Want to lose weight? It’s always hard, but why make it harder than necessary by using the wrong strategies? Everyone knows that there are two prongs to this challenging goal: eating fewer calories and increasing exercise. Where to start? Is it more effective to sign up at a gym and use the exhilaration of mastering the Elliptical to help overcome the urge for chocolate cream eclairs or better first to lay off the calories and once that urge has been defeated, get going on the treadmill?
Intoxicated by a regular paycheck in your first job after college you’ve gone on a spending spree. The credit card bills make you hyperventilate each month. Got to get the finances into shape. Got to stop spending and start saving. But which one first? Take a scissors to the credit cards and then go and open a savings account or the other way around. Do we humans respond best to ending destructive behavior and only then starting the restorative conduct or the other way around?
Like doing everything else from architecture to zebra taxidermy, there is a right way and usually several wrong ways. Why would losing weight or restoring financial health be any different? So which way produces best results for effort expended? Let’s check our Manufacturer’s Instruction Manual.
And the Lord said to Abram, “Go forth from your land and from your birthplace and from your father’s house, to the land that I will show you. – (Genesis 12:1)
Ancient Jewish wisdom points out that the logical order seems reversed. Ordinarily, people on a long trip walk out of their front door, leaving their homes. Then they leave the city, and finally they leave their country. In this case however, the Torah is emphasizing how Abraham utterly separated himself from all the influences of his previous life. First he abandoned the values of his land. This was hard enough but it was still easier than leaving the cultural identification of his birthplace. The hardest challenge still lay ahead. Now he had to leave the traditions of his father’s house. In order to make the most of the grand adventure which lay ahead, he had to turn himself into a blank slate, open to all that the Lord would reveal. To do this, he rid himself of all prior negative influences on his life.
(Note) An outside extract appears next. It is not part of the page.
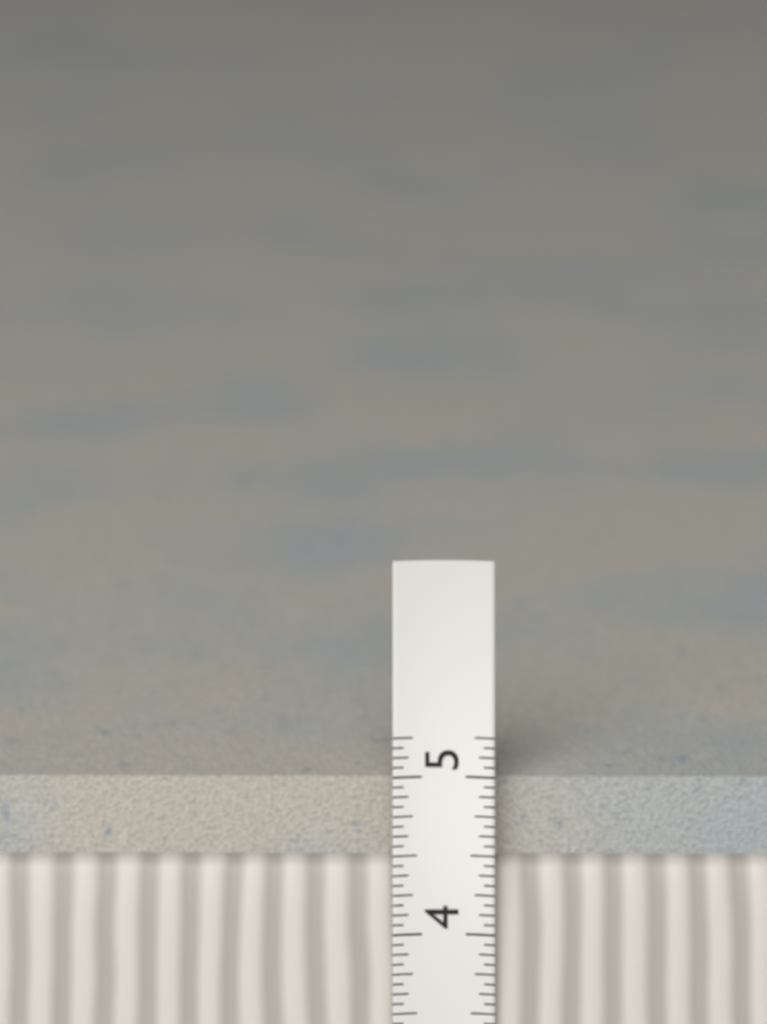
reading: 4.9375 in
And Abram went, as the Lord had spoken to him, and Lot went with him, and Abram was seventy five years old when he left Haran. – (Genesis 12:4)
To his credit, Lot, Abraham’s nephew, accompanied his uncle. With one big difference. Lot did not undergo the cleansing process of eliminating all earlier marks on his soul.
When the time came for Lot and Abraham to part ways, Abraham remained true to his course and continued walking before God. Lot, however, found himself seduced by the sordid city of Sodom.
Here are another two people related to one another who must part:
And Naomi said to her two daughters-in-law, “Go, return each woman to her mother’s house…And they raised their voices and wept again; and Orpah kissed her mother-in-law, but Ruth cleaved to her…And she said, “Lo, your sister-in-law has returned to her people and to her gods; return after your sister- in-law”…And Ruth said, “Do not entreat me to leave you, to return from following you, for wherever you go, I will go, and wherever you lodge, I will lodge; your people shall be my people and your God my God. – (Ruth 1:8-16)
In the same way we asked what difference between Abraham and Lot made the former cling to God while Sodom seduced the latter, we now ask what distinguished Ruth from Orpah? Orpah left her mother-in-law and became the grandmother of Goliath. Ruth clung to Naomi and became the grandmother of King David.
Ancient Jewish wisdom points out that when the two girls married her sons, Ruth totally abandoned her idolatrous upbringing while Orpah was more ambivalent. How do we know this?
Naomi’s words reveal the truth. She didn’t merely say to Ruth, “your sister-in-law has returned to her people.” She revealingly added “…and to her gods.” That’s right, Orpah never abandoned her idols when she began her new life as a wife. Ruth did.
Before embarking on his new life, Abraham left all the negative traits of his life till that point. Before embarking on her new life, Ruth abandoned her idolatrous past. Abraham and Ruth succeeded spectacularly in their new lives, while Lot and Orpah failed. We are being taught an important lesson.
Whenever embarking on an odyssey with the potential of serious life transformation, first rid yourself of old destructive habits. King David put it quite succinctly:
Shun evil and do good… – (Psalms 34:15)
Losing weight? First stop eating useless foods that provide nothing but gratification. When that is under control, embark on exercise. The other way around or both together is not recommended by our Manufacturer.
Fixing your finances. First stop all spending other than absolute necessities and only after that has been accomplished, open that savings account. First rid yourself of the destructive behavior then do good. And stand by for success.
Tips for success appear elsewhere in the Bible as well. I’ve placed three vital lessons from the Exodus in an audio CD, Let Me Go: How to Overcome Life’s Challenges and Escape Your Own Egypt. Add your success story to the thousands who have benefitted from this Passover message.